I don't disagree that people actually want to use AI, I do it and the tools have a lot of value. I disagree that big AI companies are not going to turn "bad" when given enough power, and I didn't mention regulation at all at this point, I said "caution, and planning".

> One might ask why? Why is it that the left wants, as a reaction, to curtail AI? It is ideological - assuming all businesses are bad by default. And also status quo preservation.

It's ideological, and dogmatic, which is why I disagree with the current position of the left for pushing back extremely without giving other avenues on how to develop it. I don't agree at all with pushing back without taking into account the reality: these tools are here to stay, their uses are still being discovered, we will settle into a new reality.

rapsey

8 hours ago

> A completely theoretical pro-business political body would remove any and all obstacles to business: environmental regulations, labour protection, taxation, financial oversight, so on and so forth, I believe we can agree that such move would be detrimental to society at large while making businesses extremely rich, right?

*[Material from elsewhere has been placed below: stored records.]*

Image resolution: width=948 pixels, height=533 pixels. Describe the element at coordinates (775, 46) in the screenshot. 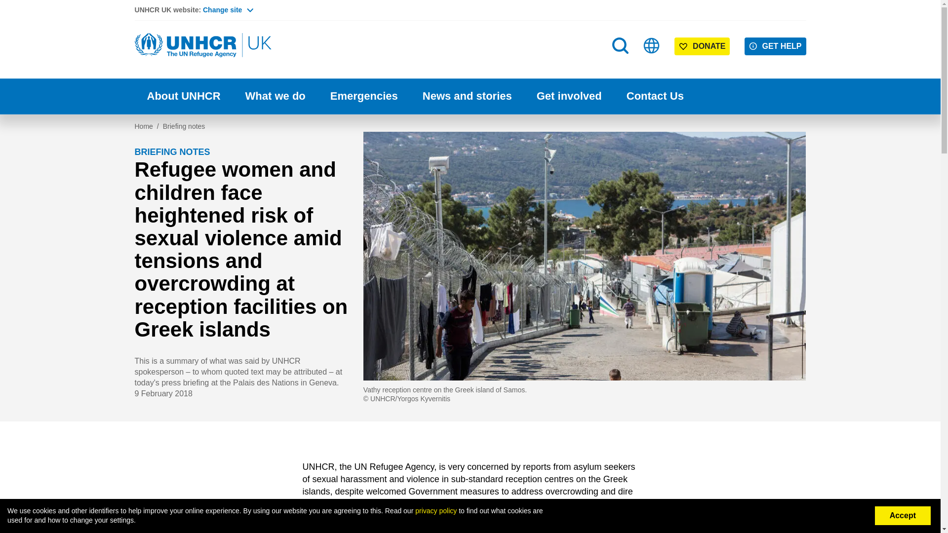

I see `GET HELP` at that location.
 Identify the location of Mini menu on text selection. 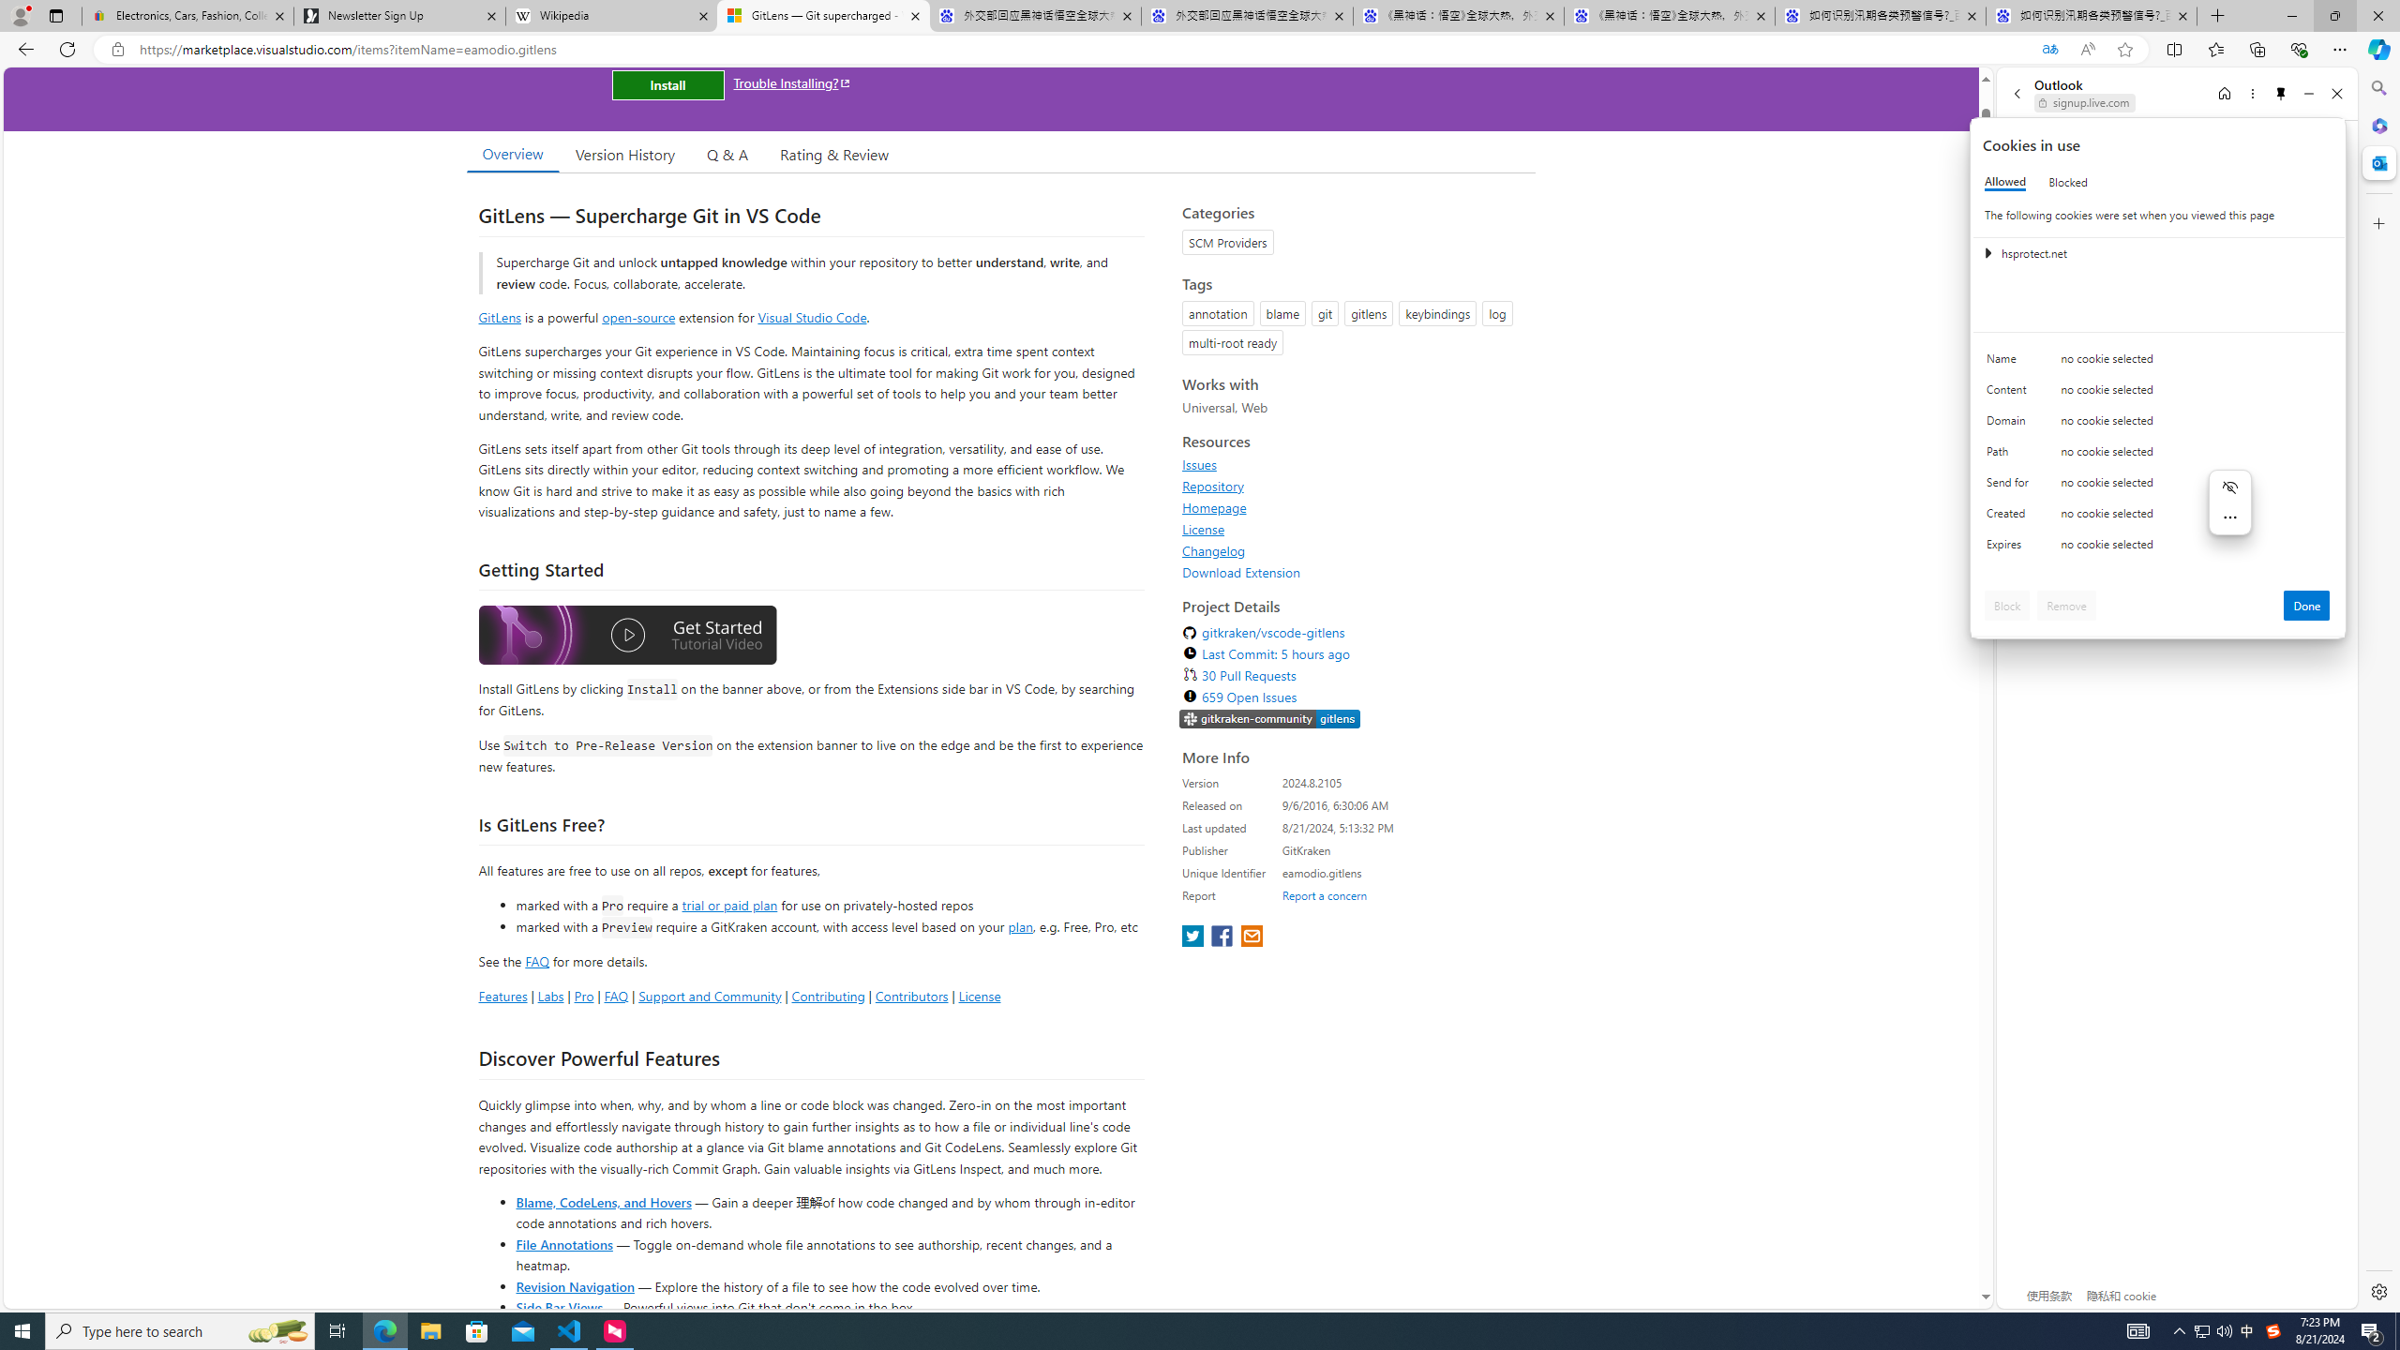
(2229, 514).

This assumes that all obstacles and regulations are to the benefit of the environment and people and that the regulation results in intended consequences.

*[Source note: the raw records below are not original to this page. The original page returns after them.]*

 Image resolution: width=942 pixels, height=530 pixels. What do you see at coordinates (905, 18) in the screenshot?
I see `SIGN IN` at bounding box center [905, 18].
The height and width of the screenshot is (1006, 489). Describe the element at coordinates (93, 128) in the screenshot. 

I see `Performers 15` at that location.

In modern western countries regulation is very often ideological and actively harms the populace and economy. Case in point Germany and their green and anti nuclear hysteria, which resulted in total reliance on coal.

piva00

8 hours ago

Which is why I exactly pointed out that "finding the line" should be a iterative process, it's just natural the pendulum will swing for correcting past mistakes.

I don't know why you assumed I'm stating as if finding where these regulations lie to be a static thing, I thought I left a lot of nuance so this tired line wouldn't be played against the core of my argument... I didn't assume the current regulations are perfect, nor that there can be a perfect line, but that the process of finding this should exist, and that the answer will never lie in either extreme.

Hope it's even clearer now.

Edit: and also, "ideological" is a non-sequitur, even the criticism of it as you've done is ideological in nature...

rapsey

7 hours ago

[flagged]

piva00

7 hours ago

Thought-terminating clichés are quite boring, and don't foster any discussion, I'd like to see more thought instead so curiosity could live and perhaps this comment thread could go somewhere where we both give into each other's argument but alas seems it's not possible to extract that from you, only tiresome one-liner platitudes.

It is sad though, this is the kind of discussion I do enjoy having with clever people.